Durham, N.C.
July 20 — Throughout North Carolina, from urban to rural areas, the anti-racist uprising continues, most prominently with concurrent anti-jail demonstrations in four counties — Forsyth, Durham, Wake, Mecklenburg — on Friday, July 17.
Last week the anti-police campaign, #DefundAvlPD, in Buncombe County won a city-level reparations commitment. But it continues to push, demanding defunding to stop the ongoing white supremacist violence as well as make efforts to repair it. Multiple banner drops the week of July 13 as part of the #Justice4Jerry campaign sought justice for Jerry Williams, who Asheville police shot and killed in 2016.
Following the in-custody murder of John Neville in Forsyth County jail earlier this year, organizers formed a community bond fund, staged solidarity actions by first responders with Black firefighters organizing against racism, and supported the NC BORN 7-day Governor’s Mansion action in Raleigh, the capital. Now Triad Abolition Project is in the fifth day of an encampment on the steps of the Forsyth County Jail demanding justice for John Neville.
In Alamance County there have been increasingly large anti-police and anti-white supremacy mobilizations against a Confederate monument erected on the steps of the historical courthouse in Graham. That’s where in 1870 the Ku Klux Klan lynched Wyatt Outlaw, the first Black elected official in Graham.
The monument has been guarded in equal parts by the Southern Poverty Law Center-designated hate group ACTBAC (Alamance County Take Back Alamance County); the Graham Police Department, an inter-agency tactical unit based in nearby Burlington, the largest city in the county; Elon University Police, the private police force of the second largest private employer in the county; and the Alamance County Sheriff’s Department, which was under investigation for racial violence by the Department of Justice until the Trump administration suspended the investigation.
The county, town and university have faced increasing calls against policing. A massive, predominantly Black demonstration marched on Graham on July 18 in the wake of a successful lawsuit by civil rights organizations against protest bans. The city of Graham has faced renewed investigations into the police killing of Jaquyn Light by statewide journalists.
Down Home NC, a rural organizing formation, has continued to demand that charges be dropped against Bobby Harvey, who was severely beaten by Burlington police last year and placed under arrest on false charges. Harvey was held in the county jail for over 24 hours before receiving medical attention and being transferred to a hospital.

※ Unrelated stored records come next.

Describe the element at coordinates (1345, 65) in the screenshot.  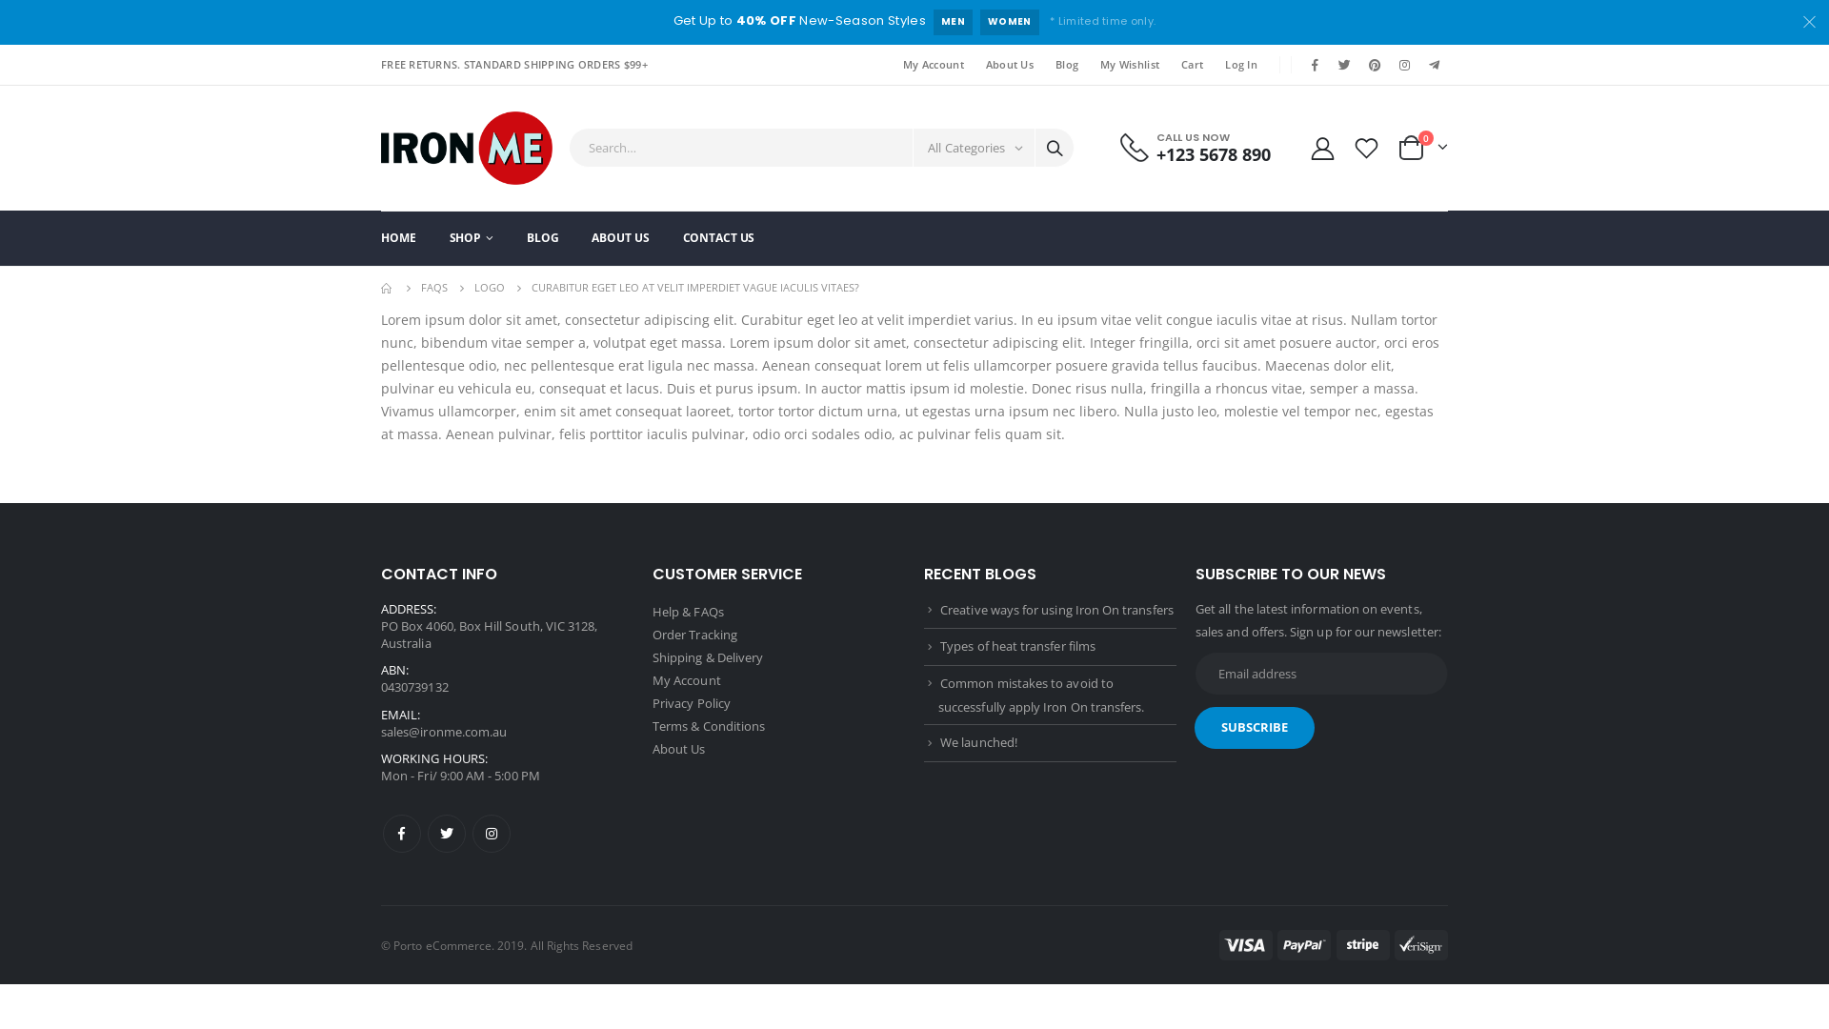
I see `Twitter` at that location.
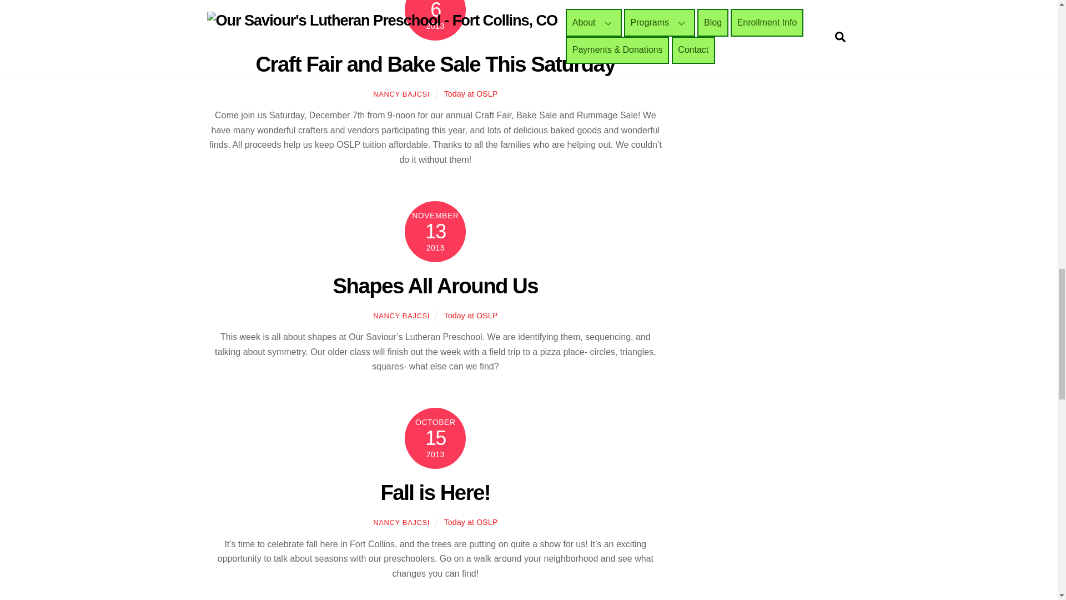  Describe the element at coordinates (435, 64) in the screenshot. I see `Craft Fair and Bake Sale This Saturday` at that location.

At Elon University, a coalition of student organizations, including the Black Student Union and revolutionary workers rights and anti-war student groups, are calling for Elon University Police to be defunded.
Anti-policing education
In Greensboro, the largest city in Guilford County, the Working Class-Homeless Organizing Alliance (WHOA), a group of a multi-left tendencies, and the Socialist Rifle Association hold weekly mutual aid distributions and anti-policing educationals for the city’s large homeless population. WHOA was formed after the police murder of homeless person Marcus Smith in late 2018. BLM GSO, the local #BlackLivesMatter group, has had mass events with Smith’s family nearly every week since May 30.
On July 4, a Confederate monument was torn down by demonstrators in the Greensboro cemetery. Police report that their investigations have found no one who saw or has any knowledge of how it was taken down.
In the city of Durham, Can’t Pay Won’t Pay, a rent refusal collective, took over the old police headquarters on Saturday, July 18, until Durham cops made 27 brutal arrests, with some people requiring medical treatment on site. Demonstrators were then moved to the Durham Jail.
The Other America Movement has sustained an encampment outside the new police headquarters — in the heart of East Durham which is historically Black— for just over a month demanding the reversal of recent funding increases to the Durham Police Department.
In Durham County, there have been gatherings at the Durham Jail on Friday every week since March 17 to demand #FreeThemAll, led by the Durham Beyond Policing coalition. This group, which includes Black Youth Project 100 and the United Electrical Workers Local 150, prevented expansion of the Durham Police Department last year.
Directly affected families in Wake County have been holding daily solidarity demonstrations with people in solitary confinement in Wake County jails, with a major block party style demonstration on Friday, July 18.
NC BORN, a statewide revolutionary Black socialist organization, has held daily actions in Raleigh for over a month. On July 16 they held a vigil for Kendra Shanice Reid, a student at Winston Salem State University, a Historically Black College/University in the University of North Carolina system whose lynching was covered up by police in 2017. On July 17, they marched on gentrified neighborhoods in Raleigh after an intimidating letter to a Black family living there threatened them for having a #BlackLivesMatter lawn sign.
In Cary, the Wake County Black Student Coalition marched on the Board of Education meeting on Tuesday, July 14, to demand the county discontinue the school resource officer program and held a traffic blockade for several hours.
Charlotte Uprising has maintained a 24-hour presence outside Mecklenburg County Jail since regular demonstrations began in Charlotte on May 29. On July 12, when the public first became aware that Michael Daniel Mangan was killed in the Mecklenburg Jail, demonstrators covered the entrance of the Sheriff’s Office with red paint.